Matrices Generated Using Rectangles

21

3

Input is an r by c matrix of non-negative integers (you may input r and c as other parameters if this helps with golf). This may be inputted as a 2D array or, if you prefer, a 1D array (though taking in r this time is necessary). Strings separated by spaces to distinguish rows and newlines to distinguish columns are also fine (below, the test cases have multiple spaces to distinguish rows for clarity -- you do not have to do this).

Consider a matrix of zeros. A move consists of replacing a rectangle of numbers with a rectangle of some positive integer (not zero). For example, these are all valid first moves:

0 0 0 0
0 2 0 0
0 0 0 0
0 0 0 0

0 3 0 0
0 3 0 0
0 3 0 0
0 3 0 0

1 1 1 0
1 1 1 0
0 0 0 0
0 0 0 0

These are not valid first moves:

0 0 0 0
0 2 0 0
0 0 0 0
0 2 0 0

0 1 0 0
0 2 0 0
0 0 0 0
0 0 0 0

0 0 0 0
0 0 0 0
0 0 0 0
0 0 0 0

Make golfed code to answer the following the question:

Given an r by c matrix, what is the smallest possible number of turns taken to construct this?

Test Cases:

1 1 1 1
1 2 2 2
1 2 3 3
1 2 3 4
1 2 3 4
> 4

1  2  3  4  5
6  7  8  9  10
11 12 13 14 15
> 15

3 3 3 3 3 3
3 2 2 2 2 3
3 2 1 1 2 3
3 2 1 1 2 3
3 2 2 2 2 3
3 3 3 3 3 3
> 3

1 1 1 1 1 1
1 2 2 2 2 1
1 2 0 0 2 1
1 2 0 0 2 1
1 2 2 2 2 1
1 1 1 1 1 1
> 8

0 0 0 0
0 0 0 0
0 0 0 0
0 0 0 0
> 0

1 1 1 1
1 3 3 1
2 3 3 2
2 2 2 4
> 4

0WJYxW9FMN

Posted 2018-01-27T12:14:45.170

Reputation: 2 663

8This seems like a very, very hard problem to compute efficiently to me. – orlp – 2018-01-27T15:03:03.530

This is a harder variation of this challenge.

– Arnauld – 2018-01-29T09:26:13.637

Based on your examples of first moves I guess the numbers aren't inputted in order? None of your test cases reflect that, though. The test cases all go from 1 upwards (first test case four movies: 1,2,3,4; second test case 15 moves: 1,2,3,4,5,6,7,8,9,10,11,12,13,14,15; third test case 3 moves: 1,2,3; fourth test case 8 moves: 1,1,1,1,2,2,2,2). (It does make the challenge easier if only the same or next numbers can be inputted in that order. But if that's not your intention, you could for example swap the 1s and 3s in the third test case to reflect this.) – Kevin Cruijssen – 2018-03-02T08:18:27.780

@KevinCruijssen That's not my intention. Fixed. – 0WJYxW9FMN – 2018-03-02T23:01:45.920

2What is the answer for [[1,1,1,1], [1,3,3,1], [2,3,3,2], [2,2,2,3]]? (In other words, can a rectangle be placed over different numbers?) – Peter Kagey – 2019-03-23T17:06:25.973

2Can you add a test case where the optimal solution requires multiple rectangles with the same number for a reason other than interfering zeros? For example, [[1,1,2,2],[1,1,2,2],[2,2,1,1],[2,2,1,1]] should take 3 rectangles. – Hiatsu – 2019-08-24T22:35:38.790

Answers

3

Python 2, 333 bytes

lambda g,l=len:min(i for i in r(l(g)*l(g[0])+1)if g in o(l(g[0]),l(g),[[0]*l(g[0])for _ in" "*l(g)],set(sum(g,[])),i))
o=lambda w,h,g,s,I:I and sum([o(w,h,n,s,I-1)for n in[[[x<=j<=X<[]>Y>=i>=y and S or E for j,E in e(R)]for i,R in e(g)]for x in r(w)for X in r(x,w)for y in r(h)for Y in r(y,h)for S in s]],[])or[g]
r=range
e=enumerate

Try it online!

This only works in theory, because in practice, it takes way too long if you have more than about 5 elements in the grid.

Since this is , I apologize for the inefficiency, but efficiency would require more thought and FAR more bytes.

This code does the same thing at the cost of 5 bytes, but short-circuits, meaning that a larger grid with a small answer may finish somewhat earlier... the difference in viable search space is negligible, but just in case you wanted to test it a bit more.

The reason this is so slow is because it looks from \$0\$ up to \$W\times H\$, generating every possible \$W\times H\$ grid that can be achieved with the elements of the grid with that many steps being used.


Task objective: Beginning with the line that contains "What elements are", restate each line below through the final one exactly, and exclude the pictures.
────────────────
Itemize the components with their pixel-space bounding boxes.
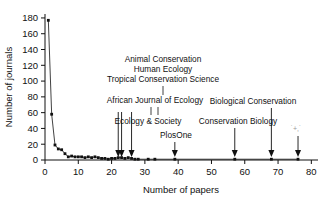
- data-point: [130, 157, 133, 160]
- annotation-animal-conservation: Animal Conservation: [125, 54, 202, 64]
- data-point: [173, 158, 176, 161]
- annotation-ecology-and-society: Ecology & Society: [115, 116, 183, 126]
- data-point: [64, 152, 67, 155]
- data-point: [124, 157, 127, 160]
- y-tick-group: 020406080100120140160180: [22, 12, 45, 165]
- annotation-arrow-head: [172, 150, 178, 157]
- data-point: [147, 158, 150, 161]
- annotation-conservation-biology: Conservation Biology: [199, 116, 278, 126]
- data-point: [233, 158, 236, 161]
- data-point: [67, 155, 70, 158]
- x-tick-label: 60: [239, 166, 250, 177]
- y-tick-label: 0: [33, 154, 38, 165]
- annotation-faint-unlabeled: ˙+,˙: [291, 125, 302, 132]
- y-tick-label: 40: [27, 123, 38, 134]
- annotation-arrow-head: [129, 150, 135, 157]
- data-point: [87, 155, 90, 158]
- data-point: [60, 148, 63, 151]
- y-axis-title: Number of journals: [3, 47, 14, 128]
- y-tick-label: 160: [22, 28, 38, 39]
- annotation-tropical-conservation-science: Tropical Conservation Science: [107, 74, 220, 84]
- data-point: [97, 156, 100, 159]
- data-point: [84, 156, 87, 159]
- data-point: [80, 155, 83, 158]
- y-tick-label: 80: [27, 91, 38, 102]
- annotation-african-journal-of-ecology: African Journal of Ecology: [107, 95, 204, 105]
- annotation-plosone: PlosOne: [160, 130, 192, 140]
- data-point: [153, 158, 156, 161]
- data-point: [270, 158, 273, 161]
- data-point: [77, 155, 80, 158]
- annotation-arrow-head: [268, 150, 274, 157]
- data-point: [127, 156, 130, 159]
- data-point: [104, 157, 107, 160]
- data-point: [94, 155, 97, 158]
- data-point: [47, 19, 50, 22]
- annotation-human-ecology: Human Ecology: [134, 64, 193, 74]
- annotation-arrow-head: [295, 150, 301, 157]
- data-point: [50, 113, 53, 116]
- x-tick-label: 0: [42, 166, 47, 177]
- y-tick-label: 60: [27, 107, 38, 118]
- data-point: [57, 148, 60, 151]
- x-tick-label: 50: [206, 166, 217, 177]
- data-point: [133, 158, 136, 161]
- data-point: [70, 155, 73, 158]
- x-tick-group: 01020304050607080: [42, 160, 316, 177]
- figure-root: 020406080100120140160180 010203040506070…: [0, 0, 330, 201]
- scatter-chart: 020406080100120140160180 010203040506070…: [0, 0, 330, 201]
- data-point: [100, 157, 103, 160]
- data-point: [54, 144, 57, 147]
- x-tick-label: 10: [73, 166, 84, 177]
- data-point: [297, 158, 300, 161]
- data-point: [137, 158, 140, 161]
- data-point: [74, 155, 77, 158]
- y-tick-label: 180: [22, 12, 38, 23]
- x-tick-label: 20: [106, 166, 117, 177]
- data-point: [110, 157, 113, 160]
- annotation-biological-conservation: Biological Conservation: [210, 96, 297, 106]
- y-tick-label: 120: [22, 60, 38, 71]
- x-tick-label: 30: [140, 166, 151, 177]
- y-tick-label: 140: [22, 44, 38, 55]
- x-tick-label: 40: [173, 166, 184, 177]
- x-tick-label: 70: [273, 166, 284, 177]
- x-tick-label: 80: [306, 166, 317, 177]
- x-axis-title: Number of papers: [143, 184, 219, 195]
- data-point: [107, 158, 110, 161]
- y-tick-label: 20: [27, 139, 38, 150]
- data-point: [90, 156, 93, 159]
- y-tick-label: 100: [22, 75, 38, 86]
- annotation-arrow-head: [232, 150, 238, 157]
- data-point: [114, 157, 117, 160]
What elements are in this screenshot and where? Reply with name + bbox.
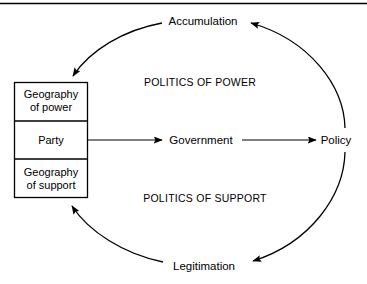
cell-geography-of-power-line1: Geography [24, 88, 79, 100]
diagram-figure: Geography of power Party Geography of su… [0, 0, 367, 284]
diagram-canvas: Geography of power Party Geography of su… [0, 0, 367, 284]
node-accumulation-label: Accumulation [168, 15, 237, 27]
cell-party-label: Party [38, 134, 64, 146]
cell-geography-of-power-line2: of power [30, 101, 73, 113]
edge-policy-to-accumulation [251, 23, 345, 128]
cell-geography-of-support-line2: of support [27, 179, 76, 191]
node-legitimation-label: Legitimation [173, 260, 235, 272]
caption-politics-of-support: POLITICS OF SUPPORT [143, 192, 267, 204]
node-government-label: Government [169, 134, 233, 146]
edge-legitimation-to-geography-of-support [72, 206, 163, 262]
caption-politics-of-power: POLITICS OF POWER [144, 76, 256, 88]
node-policy-label: Policy [321, 134, 352, 146]
edge-accumulation-to-geography-of-power [73, 23, 162, 76]
edge-policy-to-legitimation [253, 152, 345, 261]
cell-geography-of-support-line1: Geography [24, 166, 79, 178]
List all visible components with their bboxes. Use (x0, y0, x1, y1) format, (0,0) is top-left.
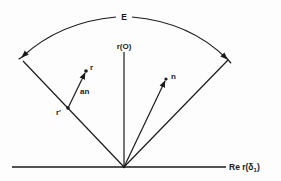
point-r-label: r (90, 63, 93, 72)
point-r-prime (66, 106, 70, 110)
origin-point (123, 166, 126, 169)
point-r (84, 69, 88, 73)
point-n (164, 77, 167, 80)
arc-e-right (132, 17, 227, 59)
point-r-prime-label: r' (56, 108, 61, 117)
arc-label-e: E (121, 12, 127, 22)
vector-an-label: an (80, 87, 89, 96)
horizontal-axis-label: Re r(δ1) (229, 162, 260, 173)
right-boundary-ray (124, 60, 228, 167)
vector-n (124, 81, 165, 167)
vertical-axis-label: r(O) (117, 42, 132, 51)
diagram-svg: Re r(δ1) r(O) E r r' an n (0, 0, 281, 181)
vector-n-label: n (171, 72, 176, 81)
arc-e-left (22, 17, 116, 57)
left-boundary-ray (23, 61, 124, 167)
diagram-canvas: Re r(δ1) r(O) E r r' an n (0, 0, 281, 181)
────────────────
Solved problem:
What elements are in this screenshot and where? Reply with name + bbox.
cell-geography-of-power-line1: Geography [24, 88, 79, 100]
diagram-figure: Geography of power Party Geography of su… [0, 0, 367, 284]
diagram-canvas: Geography of power Party Geography of su… [0, 0, 367, 284]
node-accumulation-label: Accumulation [168, 15, 237, 27]
cell-party-label: Party [38, 134, 64, 146]
cell-geography-of-power-line2: of power [30, 101, 73, 113]
edge-policy-to-accumulation [251, 23, 345, 128]
cell-geography-of-support-line2: of support [27, 179, 76, 191]
node-legitimation-label: Legitimation [173, 260, 235, 272]
caption-politics-of-support: POLITICS OF SUPPORT [143, 192, 267, 204]
node-government-label: Government [169, 134, 233, 146]
edge-legitimation-to-geography-of-support [72, 206, 163, 262]
caption-politics-of-power: POLITICS OF POWER [144, 76, 256, 88]
node-policy-label: Policy [321, 134, 352, 146]
edge-accumulation-to-geography-of-power [73, 23, 162, 76]
edge-policy-to-legitimation [253, 152, 345, 261]
cell-geography-of-support-line1: Geography [24, 166, 79, 178]
List all visible components with their bboxes. Use (x0, y0, x1, y1) format, (0,0) is top-left.
point-r-label: r (90, 63, 93, 72)
point-r-prime (66, 106, 70, 110)
origin-point (123, 166, 126, 169)
point-r (84, 69, 88, 73)
point-n (164, 77, 167, 80)
arc-e-right (132, 17, 227, 59)
point-r-prime-label: r' (56, 108, 61, 117)
arc-label-e: E (121, 12, 127, 22)
vector-an-label: an (80, 87, 89, 96)
horizontal-axis-label: Re r(δ1) (229, 162, 260, 173)
right-boundary-ray (124, 60, 228, 167)
vector-n (124, 81, 165, 167)
vertical-axis-label: r(O) (117, 42, 132, 51)
diagram-svg: Re r(δ1) r(O) E r r' an n (0, 0, 281, 181)
vector-n-label: n (171, 72, 176, 81)
arc-e-left (22, 17, 116, 57)
left-boundary-ray (23, 61, 124, 167)
diagram-canvas: Re r(δ1) r(O) E r r' an n (0, 0, 281, 181)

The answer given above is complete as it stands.